Ain't that the truth...the day isn't half over yet and 3-4 pages of repeating more of the same. Though it's too much to go back and reply to (there'd be another new 3-4 pages of the same before I could finish that) I had to laugh at a lot of it - using quotes from USAPA's filings as though they're what the 9th said, reprimanding the use of "out of context" quotes but engaging in the same, accusations of reading things into the 9th's statements instead of just reading the words then using their own interpretation of those words. All the old tricks.
However, one response to Black Swan - I've always understood what you're claiming with the "internal union issue vs union/company issue" and arbitrations. I don't happen to agree but understand what you're claiming. My point, which you didn't address (deflecting as usual) was that one of your own didn't agree with you and supposedly a lawyer involved in the LOA93 grievance disagreed with you also.
Jim
Oh, one other thing. Babtiste & Wilder is not a "he", it would be "they" and as I recall neither of them wrote the blog article you love (though my memory may admittedly be wrong on the latter point).
Wrong Again Jim, yet another swing and a miss by boeing boy...
It is a "he", and for the record it is William "Bill" Wilder, who writes the RLA Blog, see below. You really need to get your facts straight before you pontificate, by the way, the Law firm is Baptiste & Wilder.
Swan
http://bapwild.com/blog/
Railway Labor Act Blog
Blog
About Baptiste & Wilder, P.C.
Baptiste & Wilder, P.C. counsels labor organizations representing more employees covered by the Railway Labor Act than any other law firm in the country. It represents rail labor organizations in national collective bargaining and before Presidential Emergency Boards in disputes with the major rail freight carriers, AMTRAK, and various local commuter railroads. It has represented nearly all crafts and classes of airline employees covered by the Act in negotiations, arbitration, litigation, and in merger transactions and bankruptcy proceedings.
William Wilder devotes a considerable portion of his practice to the representation of labor organizations and employees under the RLA. The views expressed here are his alone.
Learn more about Baptiste & Wilder, P.C. at www.bapwild.com
http://bapwild.com/blog/?paged=5
Judge issues injunction against US Airways pilots union
July 27, 2009 on 5:25 pm | In Airlines, Arbitration, Collective bargaining, RLA case law, US Airways, pilot seniority | 27 Comments
....This decision is wrong, contradicts established law and is dangerous to the state of the law under the Railway Labor Act.
While the judge correctly concluded that USAPA is the successor to ALPA’s collective bargaining agreement, that in no way restricts USAPA from negotiating any and all terms of that agreement, including the Nicolau Award. The judge nowhere considers precedent, such as Association of Flight Attendants v. United Airlines and Association of Flight Attendants v. US Airways, which hold that a predecessor union’s collective bargaining agreement provides only the beginning point for a successor union’s negotiations and the successor is free to negotiate changes to the agreement. To do otherwise would perpetuate the rejected union as representative.
http://bapwild.com/blog/?paged=9
Jury rules against US Airways pilot union
May 14, 2009 on 8:26 pm | In Airline mergers, Arbitration, Collective bargaining, RLA case law, pilot seniority | No Comments
A federal jury in Phoenix, AZ ruled yesterday against the United States Airline Pilots Association, the independent union that displaced the Air Line Pilots Association last year as representative of the pilots of US Airways following the furor over the combined seniority list award handed down under ALPA’s internal arbitration proceeding between pre-merger US Airways and America West pilots.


• [PROBLEM TO WORK ON]: A faithful copy of the whole listing is the goal. Match it exactly.

• [DATASET EXTRACT]:
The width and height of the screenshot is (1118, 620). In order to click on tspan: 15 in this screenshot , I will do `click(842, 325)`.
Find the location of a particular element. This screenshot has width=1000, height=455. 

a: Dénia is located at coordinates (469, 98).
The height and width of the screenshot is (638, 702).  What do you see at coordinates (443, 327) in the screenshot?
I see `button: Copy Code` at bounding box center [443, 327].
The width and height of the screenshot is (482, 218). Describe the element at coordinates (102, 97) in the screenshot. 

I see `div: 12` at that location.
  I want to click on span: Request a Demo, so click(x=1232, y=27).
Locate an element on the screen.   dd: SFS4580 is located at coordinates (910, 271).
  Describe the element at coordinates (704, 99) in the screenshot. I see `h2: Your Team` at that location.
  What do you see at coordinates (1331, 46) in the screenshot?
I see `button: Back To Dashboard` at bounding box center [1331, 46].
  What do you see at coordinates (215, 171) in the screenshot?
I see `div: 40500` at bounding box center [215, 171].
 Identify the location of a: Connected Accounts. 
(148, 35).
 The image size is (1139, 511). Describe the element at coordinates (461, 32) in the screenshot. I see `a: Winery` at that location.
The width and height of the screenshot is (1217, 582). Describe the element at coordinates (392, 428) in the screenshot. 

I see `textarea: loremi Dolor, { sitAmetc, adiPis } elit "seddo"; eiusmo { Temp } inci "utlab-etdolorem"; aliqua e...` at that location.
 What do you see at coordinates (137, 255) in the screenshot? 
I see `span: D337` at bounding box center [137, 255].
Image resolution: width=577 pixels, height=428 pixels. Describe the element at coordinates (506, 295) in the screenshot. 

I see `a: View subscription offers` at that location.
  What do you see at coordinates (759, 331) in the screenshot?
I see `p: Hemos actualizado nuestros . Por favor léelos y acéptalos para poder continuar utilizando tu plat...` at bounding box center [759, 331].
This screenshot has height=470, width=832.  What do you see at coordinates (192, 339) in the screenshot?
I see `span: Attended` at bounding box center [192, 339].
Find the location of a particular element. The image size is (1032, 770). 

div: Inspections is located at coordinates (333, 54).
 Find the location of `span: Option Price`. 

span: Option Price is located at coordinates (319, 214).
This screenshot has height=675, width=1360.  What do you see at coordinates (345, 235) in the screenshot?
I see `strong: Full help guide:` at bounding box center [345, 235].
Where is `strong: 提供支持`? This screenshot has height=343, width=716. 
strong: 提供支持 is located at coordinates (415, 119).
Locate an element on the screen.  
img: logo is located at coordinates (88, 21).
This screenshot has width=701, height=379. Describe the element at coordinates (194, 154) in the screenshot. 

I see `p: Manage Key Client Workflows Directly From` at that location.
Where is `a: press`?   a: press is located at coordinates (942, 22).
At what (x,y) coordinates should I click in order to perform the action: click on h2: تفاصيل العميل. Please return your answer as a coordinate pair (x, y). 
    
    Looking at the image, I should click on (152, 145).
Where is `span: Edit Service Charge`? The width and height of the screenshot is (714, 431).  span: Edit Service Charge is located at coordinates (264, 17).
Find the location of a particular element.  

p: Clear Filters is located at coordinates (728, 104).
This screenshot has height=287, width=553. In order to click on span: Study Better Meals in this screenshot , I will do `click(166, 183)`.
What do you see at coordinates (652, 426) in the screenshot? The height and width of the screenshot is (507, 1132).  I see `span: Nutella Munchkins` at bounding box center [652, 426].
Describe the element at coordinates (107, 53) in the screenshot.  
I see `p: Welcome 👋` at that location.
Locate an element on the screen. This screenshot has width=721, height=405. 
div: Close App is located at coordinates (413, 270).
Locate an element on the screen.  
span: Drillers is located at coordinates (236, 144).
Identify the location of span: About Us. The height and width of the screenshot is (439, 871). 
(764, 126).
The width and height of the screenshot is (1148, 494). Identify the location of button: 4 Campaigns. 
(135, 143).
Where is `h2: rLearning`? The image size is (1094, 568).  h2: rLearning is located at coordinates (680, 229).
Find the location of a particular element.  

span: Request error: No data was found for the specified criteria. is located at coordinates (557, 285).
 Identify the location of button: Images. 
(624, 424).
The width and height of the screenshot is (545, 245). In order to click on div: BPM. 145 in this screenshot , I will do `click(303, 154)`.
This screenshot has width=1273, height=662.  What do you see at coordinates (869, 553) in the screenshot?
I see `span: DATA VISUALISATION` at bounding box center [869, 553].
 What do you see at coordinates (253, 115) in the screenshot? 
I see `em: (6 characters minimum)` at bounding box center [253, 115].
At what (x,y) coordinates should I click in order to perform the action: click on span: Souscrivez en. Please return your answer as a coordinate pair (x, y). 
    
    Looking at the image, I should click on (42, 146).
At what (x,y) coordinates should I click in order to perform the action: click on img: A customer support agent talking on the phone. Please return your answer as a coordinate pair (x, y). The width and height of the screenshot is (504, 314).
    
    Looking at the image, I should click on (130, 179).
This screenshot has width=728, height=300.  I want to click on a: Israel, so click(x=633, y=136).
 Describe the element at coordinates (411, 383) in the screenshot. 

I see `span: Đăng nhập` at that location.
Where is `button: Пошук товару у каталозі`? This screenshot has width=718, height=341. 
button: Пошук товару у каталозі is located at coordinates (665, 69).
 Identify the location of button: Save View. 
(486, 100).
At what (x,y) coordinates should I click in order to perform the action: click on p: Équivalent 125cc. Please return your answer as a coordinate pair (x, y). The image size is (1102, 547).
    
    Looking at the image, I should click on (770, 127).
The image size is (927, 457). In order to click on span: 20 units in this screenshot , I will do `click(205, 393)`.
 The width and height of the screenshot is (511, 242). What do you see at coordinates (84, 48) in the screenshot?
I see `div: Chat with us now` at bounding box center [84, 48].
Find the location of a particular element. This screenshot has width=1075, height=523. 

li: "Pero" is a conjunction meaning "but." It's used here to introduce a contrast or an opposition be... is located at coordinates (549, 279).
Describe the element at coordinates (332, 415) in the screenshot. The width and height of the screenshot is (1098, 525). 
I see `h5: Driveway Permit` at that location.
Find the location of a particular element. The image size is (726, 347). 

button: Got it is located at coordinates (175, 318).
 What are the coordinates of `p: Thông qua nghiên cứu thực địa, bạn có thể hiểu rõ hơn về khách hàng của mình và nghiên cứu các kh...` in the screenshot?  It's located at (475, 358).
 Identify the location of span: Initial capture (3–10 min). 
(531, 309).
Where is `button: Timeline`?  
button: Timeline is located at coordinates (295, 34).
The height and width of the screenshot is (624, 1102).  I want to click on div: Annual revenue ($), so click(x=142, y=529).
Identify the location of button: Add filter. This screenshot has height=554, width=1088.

• [ANSWER FOR THE TASK]:
The width and height of the screenshot is (1118, 620). In order to click on tspan: 15 in this screenshot , I will do `click(842, 325)`.
Find the location of a particular element. This screenshot has width=1000, height=455. 

a: Dénia is located at coordinates (469, 98).
The height and width of the screenshot is (638, 702).  What do you see at coordinates (443, 327) in the screenshot?
I see `button: Copy Code` at bounding box center [443, 327].
The width and height of the screenshot is (482, 218). Describe the element at coordinates (102, 97) in the screenshot. 

I see `div: 12` at that location.
  I want to click on span: Request a Demo, so click(x=1232, y=27).
Locate an element on the screen.   dd: SFS4580 is located at coordinates (910, 271).
  Describe the element at coordinates (704, 99) in the screenshot. I see `h2: Your Team` at that location.
  What do you see at coordinates (1331, 46) in the screenshot?
I see `button: Back To Dashboard` at bounding box center [1331, 46].
  What do you see at coordinates (215, 171) in the screenshot?
I see `div: 40500` at bounding box center [215, 171].
 Identify the location of a: Connected Accounts. 
(148, 35).
 The image size is (1139, 511). Describe the element at coordinates (461, 32) in the screenshot. I see `a: Winery` at that location.
The width and height of the screenshot is (1217, 582). Describe the element at coordinates (392, 428) in the screenshot. 

I see `textarea: loremi Dolor, { sitAmetc, adiPis } elit "seddo"; eiusmo { Temp } inci "utlab-etdolorem"; aliqua e...` at that location.
 What do you see at coordinates (137, 255) in the screenshot? 
I see `span: D337` at bounding box center [137, 255].
Image resolution: width=577 pixels, height=428 pixels. Describe the element at coordinates (506, 295) in the screenshot. 

I see `a: View subscription offers` at that location.
  What do you see at coordinates (759, 331) in the screenshot?
I see `p: Hemos actualizado nuestros . Por favor léelos y acéptalos para poder continuar utilizando tu plat...` at bounding box center [759, 331].
This screenshot has height=470, width=832.  What do you see at coordinates (192, 339) in the screenshot?
I see `span: Attended` at bounding box center [192, 339].
Find the location of a particular element. The image size is (1032, 770). 

div: Inspections is located at coordinates (333, 54).
 Find the location of `span: Option Price`. 

span: Option Price is located at coordinates (319, 214).
This screenshot has height=675, width=1360.  What do you see at coordinates (345, 235) in the screenshot?
I see `strong: Full help guide:` at bounding box center [345, 235].
Where is `strong: 提供支持`? This screenshot has height=343, width=716. 
strong: 提供支持 is located at coordinates (415, 119).
Locate an element on the screen.  
img: logo is located at coordinates (88, 21).
This screenshot has width=701, height=379. Describe the element at coordinates (194, 154) in the screenshot. 

I see `p: Manage Key Client Workflows Directly From` at that location.
Where is `a: press`?   a: press is located at coordinates (942, 22).
At what (x,y) coordinates should I click in order to perform the action: click on h2: تفاصيل العميل. Please return your answer as a coordinate pair (x, y). 
    
    Looking at the image, I should click on (152, 145).
Where is `span: Edit Service Charge`? The width and height of the screenshot is (714, 431).  span: Edit Service Charge is located at coordinates (264, 17).
Find the location of a particular element.  

p: Clear Filters is located at coordinates (728, 104).
This screenshot has height=287, width=553. In order to click on span: Study Better Meals in this screenshot , I will do `click(166, 183)`.
What do you see at coordinates (652, 426) in the screenshot? The height and width of the screenshot is (507, 1132).  I see `span: Nutella Munchkins` at bounding box center [652, 426].
Describe the element at coordinates (107, 53) in the screenshot.  
I see `p: Welcome 👋` at that location.
Locate an element on the screen. This screenshot has width=721, height=405. 
div: Close App is located at coordinates (413, 270).
Locate an element on the screen.  
span: Drillers is located at coordinates (236, 144).
Identify the location of span: About Us. The height and width of the screenshot is (439, 871). 
(764, 126).
The width and height of the screenshot is (1148, 494). Identify the location of button: 4 Campaigns. 
(135, 143).
Where is `h2: rLearning`? The image size is (1094, 568).  h2: rLearning is located at coordinates (680, 229).
Find the location of a particular element.  

span: Request error: No data was found for the specified criteria. is located at coordinates (557, 285).
 Identify the location of button: Images. 
(624, 424).
The width and height of the screenshot is (545, 245). In order to click on div: BPM. 145 in this screenshot , I will do `click(303, 154)`.
This screenshot has width=1273, height=662.  What do you see at coordinates (869, 553) in the screenshot?
I see `span: DATA VISUALISATION` at bounding box center [869, 553].
 What do you see at coordinates (253, 115) in the screenshot? 
I see `em: (6 characters minimum)` at bounding box center [253, 115].
At what (x,y) coordinates should I click in order to perform the action: click on span: Souscrivez en. Please return your answer as a coordinate pair (x, y). 
    
    Looking at the image, I should click on (42, 146).
At what (x,y) coordinates should I click in order to perform the action: click on img: A customer support agent talking on the phone. Please return your answer as a coordinate pair (x, y). The width and height of the screenshot is (504, 314).
    
    Looking at the image, I should click on (130, 179).
This screenshot has width=728, height=300.  I want to click on a: Israel, so click(x=633, y=136).
 Describe the element at coordinates (411, 383) in the screenshot. 

I see `span: Đăng nhập` at that location.
Where is `button: Пошук товару у каталозі`? This screenshot has width=718, height=341. 
button: Пошук товару у каталозі is located at coordinates (665, 69).
 Identify the location of button: Save View. 
(486, 100).
At what (x,y) coordinates should I click in order to perform the action: click on p: Équivalent 125cc. Please return your answer as a coordinate pair (x, y). The image size is (1102, 547).
    
    Looking at the image, I should click on (770, 127).
The image size is (927, 457). In order to click on span: 20 units in this screenshot , I will do `click(205, 393)`.
 The width and height of the screenshot is (511, 242). What do you see at coordinates (84, 48) in the screenshot?
I see `div: Chat with us now` at bounding box center [84, 48].
Find the location of a particular element. This screenshot has width=1075, height=523. 

li: "Pero" is a conjunction meaning "but." It's used here to introduce a contrast or an opposition be... is located at coordinates (549, 279).
Describe the element at coordinates (332, 415) in the screenshot. The width and height of the screenshot is (1098, 525). 
I see `h5: Driveway Permit` at that location.
Find the location of a particular element. The image size is (726, 347). 

button: Got it is located at coordinates (175, 318).
 What are the coordinates of `p: Thông qua nghiên cứu thực địa, bạn có thể hiểu rõ hơn về khách hàng của mình và nghiên cứu các kh...` in the screenshot?  It's located at (475, 358).
 Identify the location of span: Initial capture (3–10 min). 
(531, 309).
Where is `button: Timeline`?  
button: Timeline is located at coordinates (295, 34).
The height and width of the screenshot is (624, 1102).  I want to click on div: Annual revenue ($), so click(x=142, y=529).
Identify the location of button: Add filter. This screenshot has height=554, width=1088.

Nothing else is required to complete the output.